It’s funny how so many ‘concerns’ women are told they should care about didn’t just appear out of nowhere; they were sold to us. Taking a closer look will tell you how women’s clothes don’t have pockets, because where would handbags go then, the obsession with fair skin, the endless back and forth over sulphates in shampoo, the panic around “unruly” hair or ageing skin, even the idea that your body needs a special soap just because you’re a woman.
So, several such so-called standards weren’t born from need; they were born from marketing. And one of the first, most quietly powerful examples of this? Shaving. Specifically, the idea that women shouldn’t have body hair at all. Back in the early 1900s, no one really cared if women shaved. It wasn’t a hygiene factor. In fact, in many parts across the world, shaving was only common among courtesans to differentiate themselves from the royalty. But when fashion began to change, with sleeveless dresses and rising hemlines, a razor company saw something no one else did: a blank canvas not just of skin, but of possibility.

Enter “The First Great Anti-Hair Movement”, quite literally, that was the campaign Gillette started to introduce shaving to women, which has now become a societal expectation. In the summer of 1915, something unusual arrived on American store shelves: a sleek, gold-plated razor, designed not for men, but for women. It was called the Milady Decolletée, and its release would quietly ignite one of the most enduring and profitable norms of modern consumer culture. The product’s $5 price point (equivalent to approximately $150 today) intentionally positioned it as a premium offering, leveraging scarcity and exclusivity to generate aspirational demand.
Creating the need, then selling the solution
By marketing body hair as a “problem,” Gillette created a market from thin air. Advertisements framed smooth skin as essential to femininity, confidence, and even modernity. Being “well-groomed” suddenly meant being hairless, and by extension, a good razor became a beauty essential. Within two decades, millions of women who had never thought twice about leg or underarm hair were now making hair removal part of their weekly routines. The psychological shift was profound: body hair had become something to be hidden, managed, and ultimately erased. And so, a product that once had no natural market was now a household staple.

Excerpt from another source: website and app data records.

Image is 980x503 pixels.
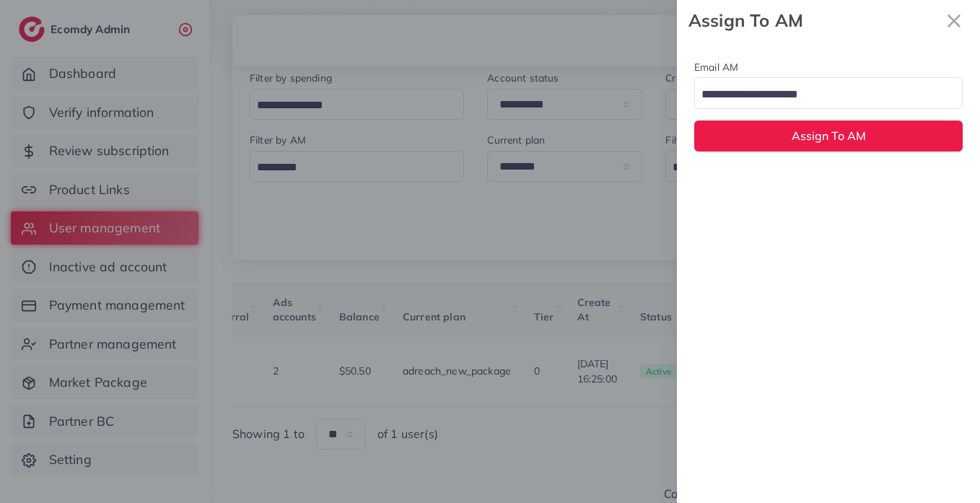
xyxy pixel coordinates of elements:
strong: Assign To AM [688,8,940,34]
label: Email AM [694,60,738,74]
div: Search for option [694,77,962,108]
button: Assign To AM [694,120,962,152]
svg: x [940,7,968,36]
button: Close [940,6,968,36]
input: Search for option [696,84,944,107]
span: Assign To AM [792,128,866,143]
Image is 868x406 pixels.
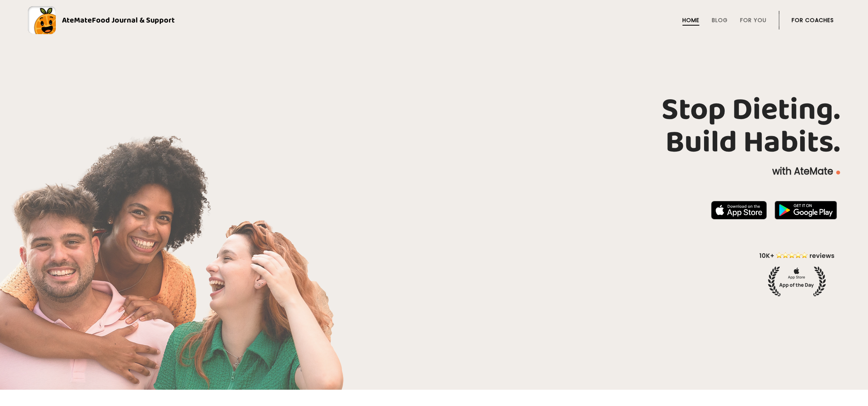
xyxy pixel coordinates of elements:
a: For You [740,17,766,23]
a: Blog [712,17,728,23]
p: with AteMate [28,165,841,177]
img: badge-download-apple.svg [711,201,767,219]
img: badge-download-google.png [775,201,837,219]
span: Food Journal & Support [92,14,175,27]
a: For Coaches [792,17,834,23]
a: Home [683,17,700,23]
img: home-hero-appoftheday.png [754,251,841,296]
div: AteMate [56,14,175,27]
a: AteMateFood Journal & Support [28,6,841,34]
h1: Stop Dieting. Build Habits. [28,94,841,159]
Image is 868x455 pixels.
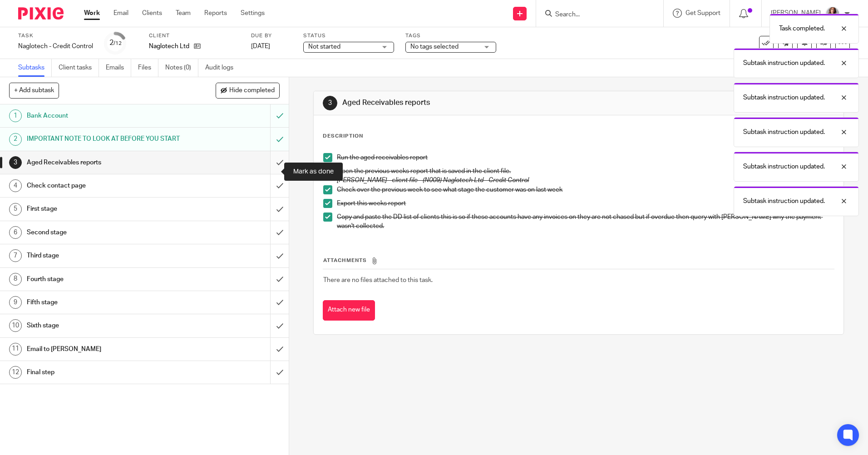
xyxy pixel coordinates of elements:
div: 11 [9,343,22,355]
h1: Aged Receivables reports [27,156,183,169]
div: 1 [9,110,22,122]
h1: Bank Account [27,109,183,122]
a: Emails [106,59,131,77]
a: Work [84,9,100,18]
button: + Add subtask [9,83,59,98]
button: Hide completed [216,83,279,98]
div: 12 [9,366,22,378]
a: Client tasks [59,59,99,77]
p: Check over the previous week to see what stage the customer was on last week [337,185,833,194]
h1: Final step [27,365,183,379]
p: Subtask instruction updated. [743,197,825,206]
h1: Sixth stage [27,319,183,332]
p: Run the aged receivables report [337,153,833,162]
label: Tags [405,32,496,39]
p: Copy and paste the DD list of clients this is so if these accounts have any invoices on they are ... [337,213,833,231]
button: Attach new file [323,300,375,320]
p: Task completed. [779,24,825,33]
p: Subtask instruction updated. [743,59,825,67]
div: 4 [9,179,22,192]
label: Due by [251,32,292,39]
span: There are no files attached to this task. [323,277,433,283]
span: [DATE] [251,43,270,49]
a: Team [176,9,191,18]
img: Pixie [18,7,64,19]
div: 3 [9,156,22,169]
h1: Second stage [27,225,183,239]
h1: Check contact page [27,179,183,193]
p: Open the previous weeks report that is saved in the client file. [337,166,833,176]
p: Subtask instruction updated. [743,128,825,136]
div: 3 [323,96,337,110]
span: Hide completed [229,87,275,94]
h1: IMPORTANT NOTE TO LOOK AT BEFORE YOU START [27,132,183,146]
h1: Aged Receivables reports [342,98,598,108]
em: [PERSON_NAME] - client file - (N009) Naglotech Ltd - Credit Control [337,177,529,183]
small: /12 [114,41,122,46]
img: IMG_0011.jpg [825,6,840,21]
span: Not started [308,43,340,50]
span: No tags selected [411,43,459,50]
a: Email [114,9,128,18]
h1: Fifth stage [27,296,183,309]
span: Attachments [323,258,367,263]
h1: Third stage [27,249,183,262]
div: 6 [9,226,22,239]
a: Reports [204,9,227,18]
a: Files [138,59,158,77]
div: 7 [9,249,22,262]
label: Task [18,32,93,39]
a: Subtasks [18,59,52,77]
h1: First stage [27,202,183,215]
p: Subtask instruction updated. [743,162,825,171]
a: Clients [142,9,162,18]
h1: Fourth stage [27,272,183,286]
p: Description [323,132,363,140]
p: Export this weeks report [337,199,833,208]
h1: Email to [PERSON_NAME] [27,342,183,356]
a: Notes (0) [165,59,199,77]
div: 8 [9,273,22,285]
a: Audit logs [205,59,240,77]
a: Settings [241,9,265,18]
div: 2 [9,133,22,146]
div: 2 [110,37,122,48]
div: 5 [9,203,22,215]
p: Naglotech Ltd [149,42,189,51]
div: 9 [9,296,22,309]
label: Client [149,32,240,39]
div: 10 [9,319,22,332]
p: Subtask instruction updated. [743,93,825,102]
div: Naglotech - Credit Control [18,42,93,51]
label: Status [303,32,394,39]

By the 1940s, shaving had become second nature for most American women. Not because razors had dramatically improved. Not because body hair posed a threat. But because enough women had been told that being hairless was beautiful, and enough others feared what it meant if they weren’t.
The business of beauty standards
This was not merely a case of effective advertising; it was a masterclass in category creation. By aligning personal grooming with ideals of sophistication, propriety, and femininity, the company transformed a private act into a social expectation. The commercial returns have been significant. The global women’s razor market size was valued at $ 3.97 billion in 2022 and is expected to reach $ 5.28 billion by 2028, with an expected CAGR of 4.85, even as the core technology, the blade, has seen minimal innovation. Razor products targeted at women routinely carry higher price tags than those marketed to men, a disparity now often labelled the “pink tax.” Despite criticism, the practice persists, buoyed by entrenched consumer behaviour and cultural norms.
The market, now, has evolved into multifolds with various techniques being incorporated, such as laser hair removal, sugaring, threading, waxing, epilation, etc. Major brands like Gillette (Venus), Veet, and Nair have long dominated store shelves, while smaller homegrown brands like The Bombay Shaving Company and Carmesi cater to modern consumers. Meanwhile, advancements in at-home laser devices by brands like Tria and Philips Lumea are making formerly salon-exclusive treatments more accessible.
Nevertheless, the foundational norms established by Gillette’s early campaigns remain largely intact. Shaving continues to be framed less as a personal choice and more as a cultural expectation.
And Gillette? Still cashing in. Because the real genius wasn’t the product. It was the story. A story that taught women to see something as wrong, and then offered them the right way to fix it.
A story that, over a hundred years later, still sells.